4 Reasons to Run Your Team Meetings Like a Mastermind Group

The term “Mastermind” was made popular in the business world by Napoleon Hill in his book Think and Grow Rich.

And today, business people are using it all around the globe as a way to expand their accountability team and support network, as well as their marketing reach.

But what about using this model in your team meetings as well?

I frequently hear from the teams that I work with how little seems to get accomplished in all these darn meetings. Someone suggested recently that they were “just for the leader to hear himself talk out loud to an audience.”

What I offered this team member was to suggest running their meetings more like an entrepreneur would: Run it as a Mastermind Group.

Mastermind Groups help you to think of new possibilities–things you would not gather on your own–opening you up to new opportunities. They are most powerful when you have a clear picture of what you want or need and maybe just not the road map to achieving it. That is what your team members will help you figure out.

You may not be able to control how many meetings you must attend, but you can help everyone achieve more during them with a new twist on how you run it. Here are four reasons to apply a Mastermind concept to your next team meeting.

  1.  Focuses people on solution versus problem. Many times our team meetings are run out of the a. need to deliver information to all quickly or b. need to check in and manage priorities of the group. They are often a lot of information “spewing” that can lead to only focusing on the problem of the moment. Try the approach of putting the problem or challenge on the table to the group and giving each a set time to discuss how to tackle the problem. Remember: it’s not to come up WITH the solution there, it’s to give a lot of possible options and letting the person who ‘owns’ it take it back to their desk to determine what’s going to work.
  2.  Opens up dialogue with the whole group. When we come to meetings as a team, there is one talking head at the front of the room who delivers the information and everyone feverishly takes notes (or plays on their smart phones) and pretends to take it all in. Let’s be real, talking heads at the front of the room no longer work in today’s world of work. We want engagement. We demand attention. So give a challenge to the group and set the timer and ask all to participate–go around the table and give everyone the chance to chime in. Even your Introverts will step up and play at this when it’s their turn because you have created a little structure and opened the invitation to share.
  3. Eliminates negativity and promotes open-minded approach. How many times have you been in a meeting afraid to share with your team some tough information, or been frustrated that a solution hasn’t come forward on a project that needs to be off your desk in a few days? When you are frustrated, your people are frustrated too. And that very feeling can put people in a negative mindset, which shuts down their creativity. By trying a mastermind approach with the frustration and posing the question as you speak the truth: “here is the problem, and here is why I am frustrated, what do you see?”. You will more than likely open up people to giving feedback to you, just as board of directors might, that can help YOU open up your mind to new possibilities.
  4. Puts the power to produce back on the team. What do you do when you give an assignment to a team? You expect them to find the resources and solution and get on to delivering the completed task, right? Well what if they are stuck on where the resources are exactly or how they will tap into them? You may expect they will come to you, but is that what you really want? Wouldn’t it be grand if the team came up with the solution together instead of having to run to you for everything they need or to get unstuck?I have witnessed team members pulling back and shrinking into their desk, often putting the blame back on the leader of the team because “they didn’t give me all that I needed”. Giving them the tool of masterminding helps them to rely on one another for the solution, it keeps you managing the big picture as they are working in the details. Ultimately relinquishing control of the blame game and owning the possibility of what they have within them to do in order to finish the assignment.

Give Masterminding a try over the next 3 months of team meetings. This is one tool you will be glad you introduced to your team, you and your teammates will stay on point and solution focused. Ultimately energizing the weekly team gathering and optimizing their team performance.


Exercise: All lines in the records below that hold "ticks" are to be shown.

Exercise materials:
_ _ _ _ _ _ _
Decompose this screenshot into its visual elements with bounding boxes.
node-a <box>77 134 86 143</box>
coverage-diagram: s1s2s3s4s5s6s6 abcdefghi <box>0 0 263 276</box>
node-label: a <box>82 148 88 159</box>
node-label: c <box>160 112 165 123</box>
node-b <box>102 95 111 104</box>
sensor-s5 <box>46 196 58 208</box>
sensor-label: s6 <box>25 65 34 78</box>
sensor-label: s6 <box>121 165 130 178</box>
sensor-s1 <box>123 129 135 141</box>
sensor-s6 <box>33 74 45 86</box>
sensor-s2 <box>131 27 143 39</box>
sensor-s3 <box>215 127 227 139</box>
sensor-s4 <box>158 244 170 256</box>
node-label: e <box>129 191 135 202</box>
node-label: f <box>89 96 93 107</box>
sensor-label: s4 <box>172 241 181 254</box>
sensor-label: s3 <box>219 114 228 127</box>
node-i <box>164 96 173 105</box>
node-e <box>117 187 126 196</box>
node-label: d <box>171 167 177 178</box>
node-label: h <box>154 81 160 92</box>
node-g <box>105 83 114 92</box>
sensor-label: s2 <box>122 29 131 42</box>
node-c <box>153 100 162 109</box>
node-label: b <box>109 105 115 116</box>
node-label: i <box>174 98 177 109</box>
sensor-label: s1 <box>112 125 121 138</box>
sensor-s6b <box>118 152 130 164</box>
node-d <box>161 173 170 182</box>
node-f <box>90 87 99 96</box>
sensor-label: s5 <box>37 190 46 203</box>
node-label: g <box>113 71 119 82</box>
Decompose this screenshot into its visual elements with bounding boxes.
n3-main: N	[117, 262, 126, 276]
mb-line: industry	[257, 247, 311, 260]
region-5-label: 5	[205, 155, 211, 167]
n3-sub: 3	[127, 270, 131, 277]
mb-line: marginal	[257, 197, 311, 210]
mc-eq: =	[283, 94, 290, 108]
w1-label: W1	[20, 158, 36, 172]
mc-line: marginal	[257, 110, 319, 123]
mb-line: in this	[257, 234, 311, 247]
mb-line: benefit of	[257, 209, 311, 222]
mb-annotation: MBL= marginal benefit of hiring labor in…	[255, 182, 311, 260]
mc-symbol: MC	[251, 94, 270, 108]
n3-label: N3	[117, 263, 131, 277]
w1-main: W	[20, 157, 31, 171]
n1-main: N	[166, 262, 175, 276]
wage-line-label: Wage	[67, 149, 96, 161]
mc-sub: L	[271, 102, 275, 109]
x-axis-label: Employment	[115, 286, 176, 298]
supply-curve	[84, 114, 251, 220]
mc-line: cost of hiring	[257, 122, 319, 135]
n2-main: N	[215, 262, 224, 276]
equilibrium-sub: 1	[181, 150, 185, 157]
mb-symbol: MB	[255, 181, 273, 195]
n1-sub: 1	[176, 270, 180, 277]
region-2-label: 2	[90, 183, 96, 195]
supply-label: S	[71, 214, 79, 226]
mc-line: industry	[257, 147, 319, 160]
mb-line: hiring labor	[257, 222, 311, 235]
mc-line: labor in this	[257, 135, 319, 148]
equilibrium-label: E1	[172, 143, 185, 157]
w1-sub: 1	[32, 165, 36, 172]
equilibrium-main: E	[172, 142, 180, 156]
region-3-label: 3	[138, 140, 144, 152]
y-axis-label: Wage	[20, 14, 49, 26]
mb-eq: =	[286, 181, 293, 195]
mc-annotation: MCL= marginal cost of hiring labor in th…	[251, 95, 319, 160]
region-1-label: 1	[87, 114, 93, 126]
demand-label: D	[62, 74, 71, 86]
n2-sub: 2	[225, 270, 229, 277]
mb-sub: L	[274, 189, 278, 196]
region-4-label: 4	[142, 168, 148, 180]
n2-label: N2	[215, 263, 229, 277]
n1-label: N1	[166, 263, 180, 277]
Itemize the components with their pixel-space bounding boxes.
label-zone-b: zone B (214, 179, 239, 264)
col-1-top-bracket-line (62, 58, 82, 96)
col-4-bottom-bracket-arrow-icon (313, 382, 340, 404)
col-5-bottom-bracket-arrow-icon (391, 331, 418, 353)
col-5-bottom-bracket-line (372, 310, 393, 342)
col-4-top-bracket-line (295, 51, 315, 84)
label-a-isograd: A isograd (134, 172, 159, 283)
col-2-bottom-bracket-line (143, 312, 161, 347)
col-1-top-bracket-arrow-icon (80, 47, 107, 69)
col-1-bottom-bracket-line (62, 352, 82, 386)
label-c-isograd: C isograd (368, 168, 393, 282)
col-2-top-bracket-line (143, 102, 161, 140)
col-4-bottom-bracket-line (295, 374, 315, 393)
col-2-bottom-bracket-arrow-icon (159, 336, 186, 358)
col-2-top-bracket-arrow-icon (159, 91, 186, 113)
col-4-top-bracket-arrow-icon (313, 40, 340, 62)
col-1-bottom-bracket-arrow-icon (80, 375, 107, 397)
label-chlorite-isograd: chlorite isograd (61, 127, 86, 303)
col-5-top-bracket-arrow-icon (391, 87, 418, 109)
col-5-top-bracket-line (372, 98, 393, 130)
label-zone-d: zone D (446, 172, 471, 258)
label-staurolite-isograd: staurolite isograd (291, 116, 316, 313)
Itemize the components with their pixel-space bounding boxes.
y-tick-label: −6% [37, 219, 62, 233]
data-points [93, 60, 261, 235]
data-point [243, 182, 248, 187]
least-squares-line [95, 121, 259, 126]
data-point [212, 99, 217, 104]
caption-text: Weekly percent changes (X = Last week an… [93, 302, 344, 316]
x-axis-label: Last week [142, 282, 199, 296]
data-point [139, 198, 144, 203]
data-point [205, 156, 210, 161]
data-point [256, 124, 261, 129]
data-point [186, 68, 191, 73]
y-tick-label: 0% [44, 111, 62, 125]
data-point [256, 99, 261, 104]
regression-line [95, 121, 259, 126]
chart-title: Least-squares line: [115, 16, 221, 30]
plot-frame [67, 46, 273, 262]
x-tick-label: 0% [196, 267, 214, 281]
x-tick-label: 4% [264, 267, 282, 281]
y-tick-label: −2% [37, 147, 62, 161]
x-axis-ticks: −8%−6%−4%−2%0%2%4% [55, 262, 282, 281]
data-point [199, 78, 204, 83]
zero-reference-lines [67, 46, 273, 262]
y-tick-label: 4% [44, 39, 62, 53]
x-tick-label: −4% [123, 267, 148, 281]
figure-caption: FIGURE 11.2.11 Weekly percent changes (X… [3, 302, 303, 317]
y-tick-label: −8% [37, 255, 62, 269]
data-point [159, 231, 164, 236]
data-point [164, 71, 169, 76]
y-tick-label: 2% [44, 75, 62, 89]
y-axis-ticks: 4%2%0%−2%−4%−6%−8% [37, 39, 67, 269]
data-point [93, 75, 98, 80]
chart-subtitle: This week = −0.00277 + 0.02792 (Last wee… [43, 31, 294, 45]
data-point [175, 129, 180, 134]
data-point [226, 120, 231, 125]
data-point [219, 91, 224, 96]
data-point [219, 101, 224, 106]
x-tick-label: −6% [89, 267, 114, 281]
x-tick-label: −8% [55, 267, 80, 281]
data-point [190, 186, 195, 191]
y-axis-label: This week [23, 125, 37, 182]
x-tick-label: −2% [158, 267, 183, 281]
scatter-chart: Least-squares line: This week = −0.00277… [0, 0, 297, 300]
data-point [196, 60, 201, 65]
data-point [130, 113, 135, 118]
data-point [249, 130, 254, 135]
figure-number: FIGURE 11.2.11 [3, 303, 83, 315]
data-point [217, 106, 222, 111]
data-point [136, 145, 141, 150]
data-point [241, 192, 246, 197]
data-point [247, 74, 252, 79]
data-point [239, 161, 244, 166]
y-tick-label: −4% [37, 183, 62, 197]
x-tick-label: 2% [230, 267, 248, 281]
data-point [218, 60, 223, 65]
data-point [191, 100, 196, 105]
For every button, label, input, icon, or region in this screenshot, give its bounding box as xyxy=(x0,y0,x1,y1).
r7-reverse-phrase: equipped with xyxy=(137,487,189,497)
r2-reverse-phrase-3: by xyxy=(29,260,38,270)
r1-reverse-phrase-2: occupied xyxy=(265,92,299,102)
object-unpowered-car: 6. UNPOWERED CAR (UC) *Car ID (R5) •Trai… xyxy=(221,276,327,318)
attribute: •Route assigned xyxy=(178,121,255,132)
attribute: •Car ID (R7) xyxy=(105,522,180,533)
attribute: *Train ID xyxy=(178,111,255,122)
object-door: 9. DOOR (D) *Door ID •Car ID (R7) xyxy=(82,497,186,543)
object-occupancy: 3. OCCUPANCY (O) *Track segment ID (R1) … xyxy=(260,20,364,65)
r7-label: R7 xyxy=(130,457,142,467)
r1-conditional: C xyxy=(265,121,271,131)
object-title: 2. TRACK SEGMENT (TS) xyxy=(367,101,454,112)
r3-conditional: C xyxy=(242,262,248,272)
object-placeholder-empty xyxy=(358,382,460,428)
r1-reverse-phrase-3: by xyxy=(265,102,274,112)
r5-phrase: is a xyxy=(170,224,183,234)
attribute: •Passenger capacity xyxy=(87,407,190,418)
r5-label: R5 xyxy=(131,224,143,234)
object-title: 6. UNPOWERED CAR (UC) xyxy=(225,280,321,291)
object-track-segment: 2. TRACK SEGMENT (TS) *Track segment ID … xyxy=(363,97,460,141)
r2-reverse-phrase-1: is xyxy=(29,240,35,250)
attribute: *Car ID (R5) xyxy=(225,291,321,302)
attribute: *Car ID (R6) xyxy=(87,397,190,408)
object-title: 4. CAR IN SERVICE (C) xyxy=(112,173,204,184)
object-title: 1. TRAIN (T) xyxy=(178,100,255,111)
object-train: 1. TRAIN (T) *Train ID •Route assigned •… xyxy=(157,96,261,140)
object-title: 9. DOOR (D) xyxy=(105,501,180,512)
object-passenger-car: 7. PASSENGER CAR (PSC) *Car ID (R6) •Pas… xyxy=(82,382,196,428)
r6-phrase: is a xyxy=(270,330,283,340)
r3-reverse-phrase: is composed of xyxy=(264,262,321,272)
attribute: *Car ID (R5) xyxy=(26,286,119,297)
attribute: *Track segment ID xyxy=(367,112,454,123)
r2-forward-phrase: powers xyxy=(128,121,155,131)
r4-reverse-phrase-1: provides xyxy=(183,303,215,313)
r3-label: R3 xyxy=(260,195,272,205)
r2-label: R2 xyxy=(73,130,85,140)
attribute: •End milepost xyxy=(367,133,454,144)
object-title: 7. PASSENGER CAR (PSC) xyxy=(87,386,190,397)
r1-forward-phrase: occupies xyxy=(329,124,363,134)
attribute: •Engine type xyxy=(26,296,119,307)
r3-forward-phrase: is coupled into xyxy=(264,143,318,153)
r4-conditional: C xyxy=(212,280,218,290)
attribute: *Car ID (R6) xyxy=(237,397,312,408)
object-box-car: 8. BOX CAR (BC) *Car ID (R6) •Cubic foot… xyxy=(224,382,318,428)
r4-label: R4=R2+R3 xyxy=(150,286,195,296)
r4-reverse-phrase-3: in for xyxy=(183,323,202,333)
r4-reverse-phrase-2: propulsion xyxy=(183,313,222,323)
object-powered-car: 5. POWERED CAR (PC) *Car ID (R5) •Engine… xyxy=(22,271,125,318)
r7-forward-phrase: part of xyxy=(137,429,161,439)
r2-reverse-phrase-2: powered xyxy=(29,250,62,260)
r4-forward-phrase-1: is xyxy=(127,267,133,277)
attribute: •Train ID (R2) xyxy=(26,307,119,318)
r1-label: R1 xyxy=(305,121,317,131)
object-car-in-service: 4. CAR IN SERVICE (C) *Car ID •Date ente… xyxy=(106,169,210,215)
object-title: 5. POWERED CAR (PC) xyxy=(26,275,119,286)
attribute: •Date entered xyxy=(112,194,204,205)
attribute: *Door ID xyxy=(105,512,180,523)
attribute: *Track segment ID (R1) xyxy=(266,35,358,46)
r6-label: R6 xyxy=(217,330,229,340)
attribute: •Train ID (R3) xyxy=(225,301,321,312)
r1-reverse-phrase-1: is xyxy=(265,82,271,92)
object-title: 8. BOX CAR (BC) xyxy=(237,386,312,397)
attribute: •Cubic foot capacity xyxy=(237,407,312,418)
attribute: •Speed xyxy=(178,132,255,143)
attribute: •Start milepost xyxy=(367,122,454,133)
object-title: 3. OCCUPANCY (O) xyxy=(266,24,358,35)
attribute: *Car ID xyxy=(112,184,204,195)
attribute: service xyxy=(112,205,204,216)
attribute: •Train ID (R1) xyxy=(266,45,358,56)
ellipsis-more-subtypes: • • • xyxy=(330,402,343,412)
_ _ _ _ _ _ _
Expected answer:
x-axis-ticks: −8%−6%−4%−2%0%2%4% [55, 262, 282, 281]
y-axis-ticks: 4%2%0%−2%−4%−6%−8% [37, 39, 67, 269]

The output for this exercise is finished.